For one American in Africa, home is wherever she’s needed

As a teenager growing up in a suburb of Chicago, Susan D. Page ’89 already knew she wanted to live overseas: “I think it was an early reflection of my feelings about the U.S. and how I fit in. I have never felt like it’s really been home.”

For the past decade and a half, Page has made her home and built her career in Africa. She has held a variety of posts in the region, culminating in her role as a key member of the team that negotiated the 2005 Comprehensive Peace Agreement ending the 22-year civil war between northern and southern Sudan.

Page began as a legal adviser to the State Department on arms deals. But, eager to use her legal skills in a developing part of the world, in 1993 she obtained a post with the U.S. Agency for International Development in Kenya as a regional legal adviser. She arrived in Africa as the violence in Rwanda was mounting and she was charged with tasks including examining what aid the U.S. could legally provide, given that Rwanda’s democratically elected government had been overthrown. In the years following the genocide, Page worked for both USAID and the State Department, helping to rebuild the legal systems shattered by violence.

In 2002, she turned her attention to Sudan. Appointed by the State Department, she joined a mediation team put together by a coalition of East African states to negotiate the end of Africa’s longest-running civil war. The conflict had caused nearly 2 million deaths, as Christian black Arabs in the south fought against a program of Islamization imposed by the Muslim Arab government in the north. At least five peacemaking efforts had failed.

Led by Lazaro Sumbeiywo, a Kenyan general, the team worked for three years, sequestered in a series of hotels; toward the end, negotiations went on seven days a week for months at a time.

At the beginning, Page recalls, they let the parties vent. Negotiators from the largely southern-based Sudan People’s Liberation Movement talked of being forced to convert to Islam while those from the government of Sudan complained that a “secular” state was a rejection of the central role religion should play. Then the team set out to create a detailed framework for a peace agreement; this was crucial, Page said, because it meant that the two sides were “operating off of one single negotiating text.”

There were many times when one side or the other would threaten to walk out. “We’d be sitting in the office watching the suitcases just going out the door,” Page said. Sumbeiywo, too, described the negotiations as “very, very tense.” But throughout the process, he said, Page “kept her cool,” and played an important role in pushing things along. Slowly, the negotiations began to pay off. Page remembers clearly when Salva Kiir Mayardit, then a leader in the SPLM and now the vice president of Sudan, signed an early part of the agreement. “He had tears in his eyes, because even he never thought it would happen,” she said.

Today, Page is working for the U.N.’s peacekeeping mission in Sudan, trying to push both sides to fulfill their promises—a new constitution and democratic elections—to allow the southerners to “really participate in the workings of their government at the national level,” she said. But the governing party in the north is dragging its feet, she observes, and there’s a danger that the peace agreement could fall apart.

Page has been focused on Sudan-related issues for five years now and feels a need to move on—to take her negotiating experience and apply it to other conflicts. Part of her would like to move back to the U.S.—her 10-year-old son is “dying to live there,” and she’d like to be closer to her parents. Yet she and her husband, who’s from Ivory Coast, are hesitant to leave Africa. It’s not that Page views it as home, exactly—“There are a handful of us who make this kind of living home, so home is wherever we happen to be stationed at any given time,” she explained—but every time she’s looked for a challenge, Africa is where she’s found it.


Look through the entries below and say how many lines contain the string "changes". Give the number only.

○ ○ ○ ○ ○ ○ ○

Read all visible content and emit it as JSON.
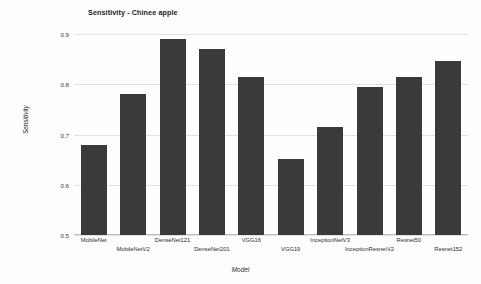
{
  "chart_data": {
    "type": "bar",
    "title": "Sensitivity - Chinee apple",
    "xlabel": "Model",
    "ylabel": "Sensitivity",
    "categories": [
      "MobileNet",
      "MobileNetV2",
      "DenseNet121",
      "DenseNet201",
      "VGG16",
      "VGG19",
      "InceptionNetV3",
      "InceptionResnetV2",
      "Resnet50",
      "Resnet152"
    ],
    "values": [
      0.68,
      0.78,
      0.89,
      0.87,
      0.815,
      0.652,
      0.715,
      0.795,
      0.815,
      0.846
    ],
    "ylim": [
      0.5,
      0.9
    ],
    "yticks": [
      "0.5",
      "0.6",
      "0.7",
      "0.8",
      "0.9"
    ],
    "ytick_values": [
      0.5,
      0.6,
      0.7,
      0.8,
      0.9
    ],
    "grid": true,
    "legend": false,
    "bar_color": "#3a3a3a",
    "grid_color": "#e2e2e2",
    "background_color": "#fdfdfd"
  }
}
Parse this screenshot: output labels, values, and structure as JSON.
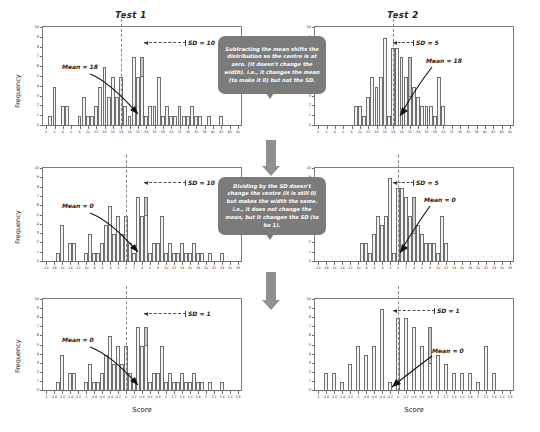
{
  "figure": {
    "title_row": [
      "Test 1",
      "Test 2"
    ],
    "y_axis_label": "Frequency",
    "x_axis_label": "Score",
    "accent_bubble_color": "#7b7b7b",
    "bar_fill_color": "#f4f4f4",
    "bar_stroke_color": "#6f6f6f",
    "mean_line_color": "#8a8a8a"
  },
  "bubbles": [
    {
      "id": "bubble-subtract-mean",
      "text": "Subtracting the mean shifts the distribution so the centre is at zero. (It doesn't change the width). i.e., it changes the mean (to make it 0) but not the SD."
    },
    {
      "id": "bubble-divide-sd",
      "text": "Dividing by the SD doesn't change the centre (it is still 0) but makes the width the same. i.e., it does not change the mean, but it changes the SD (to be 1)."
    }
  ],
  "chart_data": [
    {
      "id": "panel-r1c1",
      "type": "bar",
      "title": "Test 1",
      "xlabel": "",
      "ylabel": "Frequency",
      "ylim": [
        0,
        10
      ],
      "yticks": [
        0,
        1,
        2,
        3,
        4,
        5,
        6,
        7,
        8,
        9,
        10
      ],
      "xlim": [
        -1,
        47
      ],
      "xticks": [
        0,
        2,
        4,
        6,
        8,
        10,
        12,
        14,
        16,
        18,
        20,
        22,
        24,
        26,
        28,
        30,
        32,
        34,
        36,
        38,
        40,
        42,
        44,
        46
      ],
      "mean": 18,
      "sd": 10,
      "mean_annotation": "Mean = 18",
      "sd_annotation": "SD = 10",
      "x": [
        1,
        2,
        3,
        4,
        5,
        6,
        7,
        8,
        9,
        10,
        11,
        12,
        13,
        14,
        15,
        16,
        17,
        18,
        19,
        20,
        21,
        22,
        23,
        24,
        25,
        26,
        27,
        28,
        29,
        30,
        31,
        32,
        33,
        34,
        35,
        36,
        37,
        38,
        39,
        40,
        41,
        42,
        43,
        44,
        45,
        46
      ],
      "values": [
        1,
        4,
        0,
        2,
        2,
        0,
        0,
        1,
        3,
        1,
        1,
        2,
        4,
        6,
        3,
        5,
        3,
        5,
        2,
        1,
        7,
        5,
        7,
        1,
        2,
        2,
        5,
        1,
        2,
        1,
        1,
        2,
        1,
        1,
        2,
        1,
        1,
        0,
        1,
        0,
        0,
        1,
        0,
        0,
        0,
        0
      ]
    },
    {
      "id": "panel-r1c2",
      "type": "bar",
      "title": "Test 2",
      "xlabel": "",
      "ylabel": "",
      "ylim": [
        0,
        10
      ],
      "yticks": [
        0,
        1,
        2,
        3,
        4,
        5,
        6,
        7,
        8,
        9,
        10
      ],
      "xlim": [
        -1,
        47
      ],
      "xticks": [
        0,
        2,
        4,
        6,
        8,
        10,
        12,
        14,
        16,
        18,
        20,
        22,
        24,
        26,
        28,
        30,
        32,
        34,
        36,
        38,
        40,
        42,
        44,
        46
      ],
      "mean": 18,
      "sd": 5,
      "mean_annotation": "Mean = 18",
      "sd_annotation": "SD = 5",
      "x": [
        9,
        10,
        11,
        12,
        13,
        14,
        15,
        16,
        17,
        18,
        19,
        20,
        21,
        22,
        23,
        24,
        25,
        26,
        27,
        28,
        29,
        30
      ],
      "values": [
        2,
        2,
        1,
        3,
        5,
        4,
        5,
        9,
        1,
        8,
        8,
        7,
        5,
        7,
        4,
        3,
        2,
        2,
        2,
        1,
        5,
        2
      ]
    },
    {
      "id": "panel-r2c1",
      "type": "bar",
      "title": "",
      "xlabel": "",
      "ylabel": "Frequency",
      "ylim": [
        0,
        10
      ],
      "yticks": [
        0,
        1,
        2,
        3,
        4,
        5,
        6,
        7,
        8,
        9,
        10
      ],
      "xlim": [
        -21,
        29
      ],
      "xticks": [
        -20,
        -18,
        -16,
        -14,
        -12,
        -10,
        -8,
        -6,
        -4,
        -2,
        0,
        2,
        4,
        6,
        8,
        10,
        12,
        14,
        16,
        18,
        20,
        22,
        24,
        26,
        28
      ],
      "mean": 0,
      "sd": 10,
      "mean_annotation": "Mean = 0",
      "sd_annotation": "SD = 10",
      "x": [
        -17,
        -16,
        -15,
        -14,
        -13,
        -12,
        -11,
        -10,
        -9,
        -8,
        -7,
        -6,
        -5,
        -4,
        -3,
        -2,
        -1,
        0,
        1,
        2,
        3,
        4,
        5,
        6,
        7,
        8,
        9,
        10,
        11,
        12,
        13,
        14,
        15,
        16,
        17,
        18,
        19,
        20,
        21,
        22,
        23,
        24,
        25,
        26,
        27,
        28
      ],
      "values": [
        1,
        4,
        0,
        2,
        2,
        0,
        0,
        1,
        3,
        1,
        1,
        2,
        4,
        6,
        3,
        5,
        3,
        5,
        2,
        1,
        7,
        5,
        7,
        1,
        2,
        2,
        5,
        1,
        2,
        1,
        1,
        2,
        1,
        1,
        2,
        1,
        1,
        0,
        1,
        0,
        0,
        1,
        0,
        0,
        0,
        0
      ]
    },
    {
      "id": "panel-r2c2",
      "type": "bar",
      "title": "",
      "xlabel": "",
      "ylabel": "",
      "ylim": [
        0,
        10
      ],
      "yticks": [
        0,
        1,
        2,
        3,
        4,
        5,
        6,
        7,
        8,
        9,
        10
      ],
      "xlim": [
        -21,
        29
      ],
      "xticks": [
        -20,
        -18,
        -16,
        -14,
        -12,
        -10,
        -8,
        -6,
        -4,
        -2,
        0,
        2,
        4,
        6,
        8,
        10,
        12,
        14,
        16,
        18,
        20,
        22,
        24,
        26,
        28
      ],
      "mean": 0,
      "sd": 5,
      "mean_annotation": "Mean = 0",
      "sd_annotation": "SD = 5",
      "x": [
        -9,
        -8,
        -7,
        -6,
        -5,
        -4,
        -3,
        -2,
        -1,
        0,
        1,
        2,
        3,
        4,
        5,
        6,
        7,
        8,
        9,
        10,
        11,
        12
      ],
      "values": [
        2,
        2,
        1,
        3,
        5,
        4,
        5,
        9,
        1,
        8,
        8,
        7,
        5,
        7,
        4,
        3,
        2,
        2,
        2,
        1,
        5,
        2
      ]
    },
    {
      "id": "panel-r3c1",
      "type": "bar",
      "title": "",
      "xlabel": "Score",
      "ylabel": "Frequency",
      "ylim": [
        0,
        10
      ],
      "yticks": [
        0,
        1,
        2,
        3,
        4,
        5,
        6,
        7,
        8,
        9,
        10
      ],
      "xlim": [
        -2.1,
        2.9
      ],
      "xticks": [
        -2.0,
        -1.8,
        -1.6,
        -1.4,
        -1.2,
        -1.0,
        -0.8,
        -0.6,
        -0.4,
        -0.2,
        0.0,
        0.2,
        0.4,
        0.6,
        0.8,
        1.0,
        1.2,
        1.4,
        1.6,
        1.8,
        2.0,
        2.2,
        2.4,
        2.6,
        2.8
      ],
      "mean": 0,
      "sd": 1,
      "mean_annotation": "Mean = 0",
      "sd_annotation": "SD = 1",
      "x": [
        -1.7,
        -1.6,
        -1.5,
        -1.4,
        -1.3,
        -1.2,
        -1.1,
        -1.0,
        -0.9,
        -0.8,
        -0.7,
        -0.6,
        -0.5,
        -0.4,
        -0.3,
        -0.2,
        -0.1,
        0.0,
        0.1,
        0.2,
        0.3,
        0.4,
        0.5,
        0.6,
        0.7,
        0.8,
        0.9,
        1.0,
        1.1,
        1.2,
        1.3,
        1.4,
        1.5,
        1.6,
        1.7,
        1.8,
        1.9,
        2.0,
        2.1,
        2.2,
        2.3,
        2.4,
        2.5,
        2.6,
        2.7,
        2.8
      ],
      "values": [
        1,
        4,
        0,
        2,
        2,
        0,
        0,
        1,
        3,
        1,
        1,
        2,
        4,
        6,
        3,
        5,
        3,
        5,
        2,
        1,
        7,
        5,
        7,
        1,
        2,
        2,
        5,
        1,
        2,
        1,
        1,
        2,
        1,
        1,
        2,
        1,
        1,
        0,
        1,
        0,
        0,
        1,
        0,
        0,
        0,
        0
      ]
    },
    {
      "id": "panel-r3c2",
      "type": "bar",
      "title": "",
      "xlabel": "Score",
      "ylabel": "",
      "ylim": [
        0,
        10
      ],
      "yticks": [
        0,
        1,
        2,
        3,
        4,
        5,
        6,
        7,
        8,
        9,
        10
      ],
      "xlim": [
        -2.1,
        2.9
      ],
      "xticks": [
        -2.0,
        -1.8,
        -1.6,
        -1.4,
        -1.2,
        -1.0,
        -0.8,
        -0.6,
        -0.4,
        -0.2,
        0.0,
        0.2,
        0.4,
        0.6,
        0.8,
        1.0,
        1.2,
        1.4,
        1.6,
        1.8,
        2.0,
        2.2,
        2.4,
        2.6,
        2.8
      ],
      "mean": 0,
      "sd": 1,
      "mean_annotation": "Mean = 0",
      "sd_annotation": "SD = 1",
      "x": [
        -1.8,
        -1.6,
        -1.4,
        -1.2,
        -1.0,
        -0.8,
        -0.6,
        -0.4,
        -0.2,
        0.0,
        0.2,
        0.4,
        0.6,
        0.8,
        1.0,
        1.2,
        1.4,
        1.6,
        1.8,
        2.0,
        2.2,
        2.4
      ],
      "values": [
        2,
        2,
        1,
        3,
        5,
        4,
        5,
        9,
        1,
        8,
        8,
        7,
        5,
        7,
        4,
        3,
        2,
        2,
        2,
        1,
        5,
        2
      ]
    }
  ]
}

○ ○ ○ ○ ○ ○ ○

→ Result for this task
2